Penelope put the kettle on for a cup of tea to give herself some thinking time, then switched it off again. She looked closely around the kitchen. Had her papers been disturbed? Hard to tell—she had left them in a bit of a mess. Had she left her computer on when she left the house? She might have done, given that she had rushed upstairs to get tarted up. Could an intruder have been checking her Internet searches? She would need to be sure.
Then she felt sick to her stomach. Had Laurent Millais deliberately lured her away in order to give that intruder a few hours when the coast was clear? I hope to entice you away from your house.

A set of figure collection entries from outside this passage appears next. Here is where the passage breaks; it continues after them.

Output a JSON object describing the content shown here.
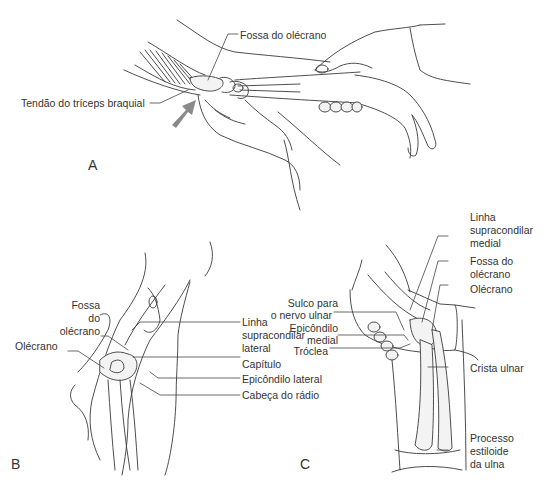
{
  "figure": {
    "panels": {
      "a": {
        "letter": "A",
        "labels": {
          "fossa_olecrano": "Fossa do olécrano",
          "tendao_triceps": "Tendão do tríceps braquial"
        },
        "arrow_color": "#8a8a8a"
      },
      "b": {
        "letter": "B",
        "labels": {
          "fossa_line1": "Fossa",
          "fossa_line2": "do",
          "fossa_line3": "olécrano",
          "olecrano": "Olécrano",
          "linha_line1": "Linha",
          "linha_line2": "supracondilar",
          "linha_line3": "lateral",
          "capitulo": "Capítulo",
          "epicondilo_lateral": "Epicôndilo lateral",
          "cabeca_radio": "Cabeça do rádio"
        }
      },
      "c": {
        "letter": "C",
        "labels": {
          "linha_line1": "Linha",
          "linha_line2": "supracondilar",
          "linha_line3": "medial",
          "fossa_line1": "Fossa do",
          "fossa_line2": "olécrano",
          "olecrano": "Olécrano",
          "sulco_line1": "Sulco para",
          "sulco_line2": "o nervo ulnar",
          "epicondilo_line1": "Epicôndilo",
          "epicondilo_line2": "medial",
          "troclea": "Tróclea",
          "crista_ulnar": "Crista ulnar",
          "processo_line1": "Processo",
          "processo_line2": "estiloide",
          "processo_line3": "da ulna"
        }
      }
    }
  }
}
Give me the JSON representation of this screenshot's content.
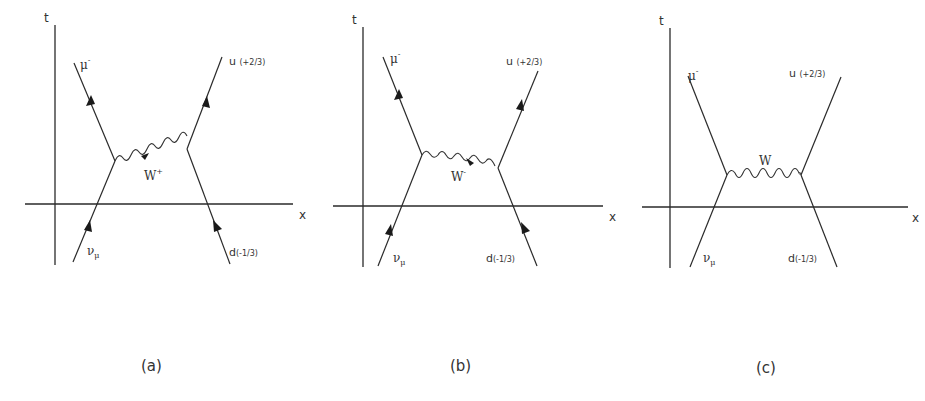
{
  "figure": {
    "panels": [
      {
        "id": "a",
        "caption": "(a)",
        "axes": {
          "t_label": "t",
          "x_label": "x"
        },
        "particles": {
          "mu": {
            "symbol": "μ",
            "charge": "-"
          },
          "nu": {
            "symbol": "ν",
            "sub": "μ"
          },
          "u": {
            "label": "u",
            "charge": "(+2/3)"
          },
          "d": {
            "label": "d",
            "charge": "(-1/3)"
          }
        },
        "boson": {
          "symbol": "W",
          "charge": "+"
        },
        "has_arrows": true
      },
      {
        "id": "b",
        "caption": "(b)",
        "axes": {
          "t_label": "t",
          "x_label": "x"
        },
        "particles": {
          "mu": {
            "symbol": "μ",
            "charge": "-"
          },
          "nu": {
            "symbol": "ν",
            "sub": "μ"
          },
          "u": {
            "label": "u",
            "charge": "(+2/3)"
          },
          "d": {
            "label": "d",
            "charge": "(-1/3)"
          }
        },
        "boson": {
          "symbol": "W",
          "charge": "-"
        },
        "has_arrows": true
      },
      {
        "id": "c",
        "caption": "(c)",
        "axes": {
          "t_label": "t",
          "x_label": "x"
        },
        "particles": {
          "mu": {
            "symbol": "μ",
            "charge": "-"
          },
          "nu": {
            "symbol": "ν",
            "sub": "μ"
          },
          "u": {
            "label": "u",
            "charge": "(+2/3)"
          },
          "d": {
            "label": "d",
            "charge": "(-1/3)"
          }
        },
        "boson": {
          "symbol": "W",
          "charge": ""
        },
        "has_arrows": false
      }
    ]
  }
}
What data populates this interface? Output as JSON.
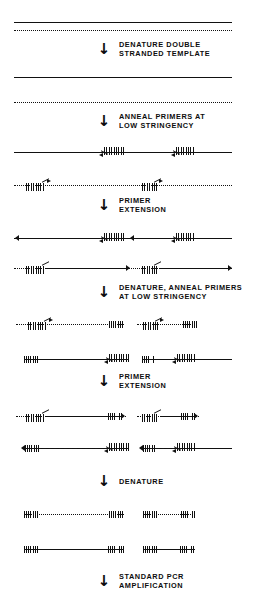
{
  "diagram": {
    "background_color": "#ffffff",
    "ink_color": "#111111",
    "arrow_glyph": "↓",
    "steps": [
      {
        "id": "denature-double-stranded-template",
        "line1": "DENATURE DOUBLE",
        "line2": "STRANDED TEMPLATE"
      },
      {
        "id": "anneal-primers-low-stringency",
        "line1": "ANNEAL PRIMERS AT",
        "line2": "LOW STRINGENCY"
      },
      {
        "id": "primer-extension-1",
        "line1": "PRIMER",
        "line2": "EXTENSION"
      },
      {
        "id": "denature-anneal-primers-low-stringency",
        "line1": "DENATURE, ANNEAL PRIMERS",
        "line2": "AT LOW STRINGENCY"
      },
      {
        "id": "primer-extension-2",
        "line1": "PRIMER",
        "line2": "EXTENSION"
      },
      {
        "id": "denature",
        "line1": "DENATURE",
        "line2": ""
      },
      {
        "id": "standard-pcr-amplification",
        "line1": "STANDARD PCR",
        "line2": "AMPLIFICATION"
      }
    ],
    "legend": {
      "solid_line": "template strand",
      "dotted_line": "complementary strand",
      "hatched_block": "degenerate primer / primer-derived end",
      "arrowhead": "direction of synthesis"
    }
  }
}
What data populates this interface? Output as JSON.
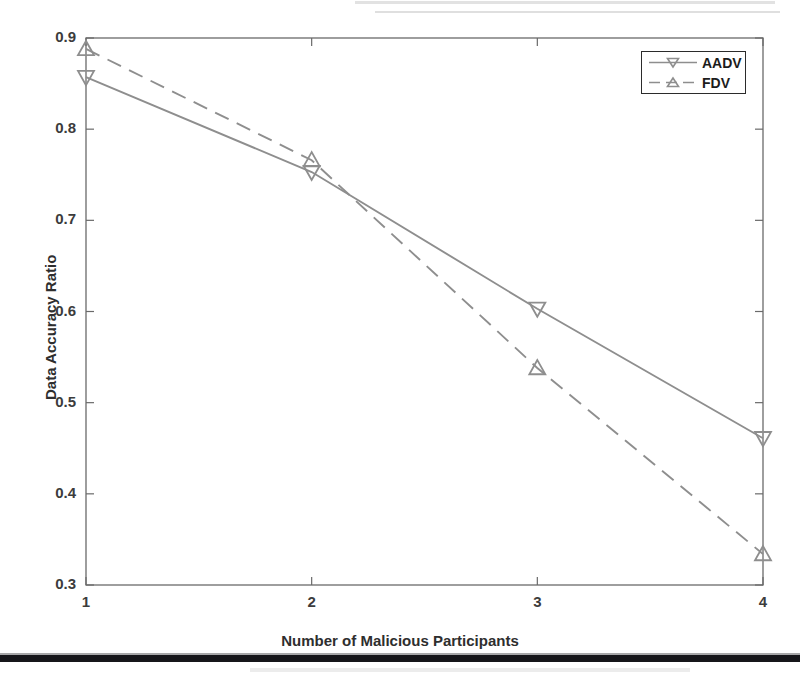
{
  "figure": {
    "background_color": "#ffffff",
    "line_color": "#8e8e8e",
    "frame_color": "#6a6a6a",
    "text_color": "#2e2e2e"
  },
  "chart_data": {
    "type": "line",
    "title": "",
    "xlabel": "Number of Malicious Participants",
    "ylabel": "Data Accuracy Ratio",
    "x": [
      1,
      2,
      3,
      4
    ],
    "xticklabels": [
      "1",
      "2",
      "3",
      "4"
    ],
    "yticks": [
      0.3,
      0.4,
      0.5,
      0.6,
      0.7,
      0.8,
      0.9
    ],
    "yticklabels": [
      "0.3",
      "0.4",
      "0.5",
      "0.6",
      "0.7",
      "0.8",
      "0.9"
    ],
    "xlim": [
      1,
      4
    ],
    "ylim": [
      0.3,
      0.9
    ],
    "grid": false,
    "legend_position": "top-right",
    "series": [
      {
        "name": "AADV",
        "values": [
          0.857,
          0.753,
          0.603,
          0.461
        ],
        "linestyle": "solid",
        "marker": "triangle-down",
        "color": "#8e8e8e"
      },
      {
        "name": "FDV",
        "values": [
          0.888,
          0.766,
          0.538,
          0.334
        ],
        "linestyle": "dashed",
        "marker": "triangle-up",
        "color": "#8e8e8e"
      }
    ]
  },
  "legend": {
    "items": [
      {
        "label": "AADV",
        "marker": "triangle-down-icon",
        "linestyle": "solid"
      },
      {
        "label": "FDV",
        "marker": "triangle-up-icon",
        "linestyle": "dashed"
      }
    ]
  },
  "artifacts": {
    "bottom_bar": "scan-bar",
    "top_streak": "scan-streak"
  }
}
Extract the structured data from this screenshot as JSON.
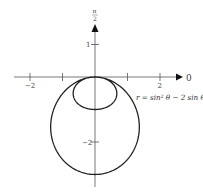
{
  "chart_data": {
    "type": "line",
    "subtype": "polar",
    "title": "",
    "equation_label": "r = sin² θ − 2 sin θ",
    "function": "r = sin^2(theta) - 2*sin(theta)",
    "theta_range": [
      0,
      6.283185
    ],
    "axis_labels": {
      "polar_axis": "0",
      "vertical_axis": "π/2"
    },
    "x_ticks": [
      {
        "value": -2,
        "label": "−2"
      },
      {
        "value": -1,
        "label": ""
      },
      {
        "value": 1,
        "label": ""
      },
      {
        "value": 2,
        "label": "2"
      }
    ],
    "y_ticks": [
      {
        "value": 1,
        "label": "1"
      },
      {
        "value": -2,
        "label": "−2"
      }
    ],
    "xlim": [
      -2.4,
      2.7
    ],
    "ylim": [
      -3.3,
      1.6
    ],
    "grid": false,
    "legend": "none",
    "key_points": [
      {
        "theta": "π/2",
        "r": -1,
        "x": 0,
        "y": -1
      },
      {
        "theta": "3π/2",
        "r": 3,
        "x": 0,
        "y": -3
      },
      {
        "theta": "0",
        "r": 0,
        "x": 0,
        "y": 0
      }
    ]
  },
  "pi_num": "π",
  "pi_den": "2"
}
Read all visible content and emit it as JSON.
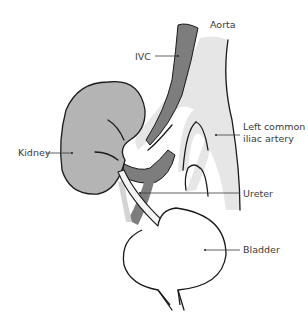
{
  "diagram": {
    "labels": {
      "aorta": "Aorta",
      "ivc": "IVC",
      "left_common_iliac_line1": "Left common",
      "left_common_iliac_line2": "iliac artery",
      "kidney": "Kidney",
      "ureter": "Ureter",
      "bladder": "Bladder"
    },
    "colors": {
      "background": "#ffffff",
      "kidney_fill": "#b4b4b4",
      "vein_fill": "#7d7d7d",
      "artery_fill": "#e6e6e6",
      "ureter_fill": "#f4f4f4",
      "bladder_fill": "#ffffff",
      "outline": "#1a1a1a",
      "label_text": "#3a3a3a"
    }
  }
}
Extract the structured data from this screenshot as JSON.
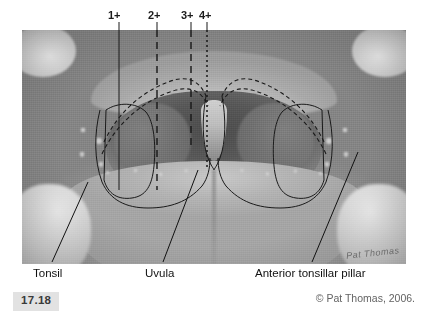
{
  "figure": {
    "number": "17.18",
    "credit": "© Pat Thomas, 2006.",
    "signature": "Pat Thomas"
  },
  "grade_scale": {
    "title": "Tonsil size grading",
    "marks": [
      {
        "label": "1+",
        "label_x": 108,
        "tick_x": 119,
        "line_style": "solid",
        "photo_x_pct": 25.3
      },
      {
        "label": "2+",
        "label_x": 148,
        "tick_x": 157,
        "line_style": "dashed",
        "photo_x_pct": 35.2
      },
      {
        "label": "3+",
        "label_x": 181,
        "tick_x": 191,
        "line_style": "dashed",
        "photo_x_pct": 44.0
      },
      {
        "label": "4+",
        "label_x": 199,
        "tick_x": 207,
        "line_style": "dotted",
        "photo_x_pct": 48.2
      }
    ]
  },
  "callouts": [
    {
      "name": "tonsil",
      "label": "Tonsil",
      "label_x": 33,
      "label_y": 270
    },
    {
      "name": "uvula",
      "label": "Uvula",
      "label_x": 145,
      "label_y": 270
    },
    {
      "name": "anterior-tonsillar-pillar",
      "label": "Anterior tonsillar pillar",
      "label_x": 255,
      "label_y": 270
    }
  ],
  "colors": {
    "page_background": "#ffffff",
    "ink": "#111111",
    "badge_background": "#e2e2e2",
    "badge_text": "#3a3a3a",
    "credit_text": "#636363",
    "photo_mid_gray": "#9b9b9b"
  }
}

Hadn’t he actually said that?
She called the police.
The conversation with Laurent replayed on a loop in her head. Was he the LM on the draft contract she stumbled across at the priory? And what would it mean if he were? What about the Marseille mafia theory? Was he serious, or was that just a bum steer to frighten her off?
One thing she had noticed was the way he spoke English. When he’d first appeared in her garden the day Avore was fished out of the pool, the mayor had sounded like a Frenchman straight from central casting. The same when they were discussing M. Charpet at the mairie, the old man’s Resistance record and how he could not possibly be implicated in any crime. But during their conversation over lunch, his accent had been much lighter. Perhaps high emotion affected his linguistic skills.
He too had warned her off getting under the police investigators’ feet. Perhaps that was why he told her about their current line of inquiry—so that she’d feel she was being kept in the loop with no need for any more input from her.
Any other middle-aged woman newly arrived in the South of France might have taken the hint. But Penelope Kite had form in picking up details that some of the best Home Office forensic pathology experts had somehow missed.
As Professor Fletcher’s PA, Penelope had helped prepare his autopsy reports for the police and the courts but rarely went into an autopsy room or to crime scenes. But she saw all the photographs. Her first intervention came when an ex-convict, who had taken up knitting while in prison, was arrested for murder shortly after he was released. His fingerprints were found on knitting needles and a half-finished scarf.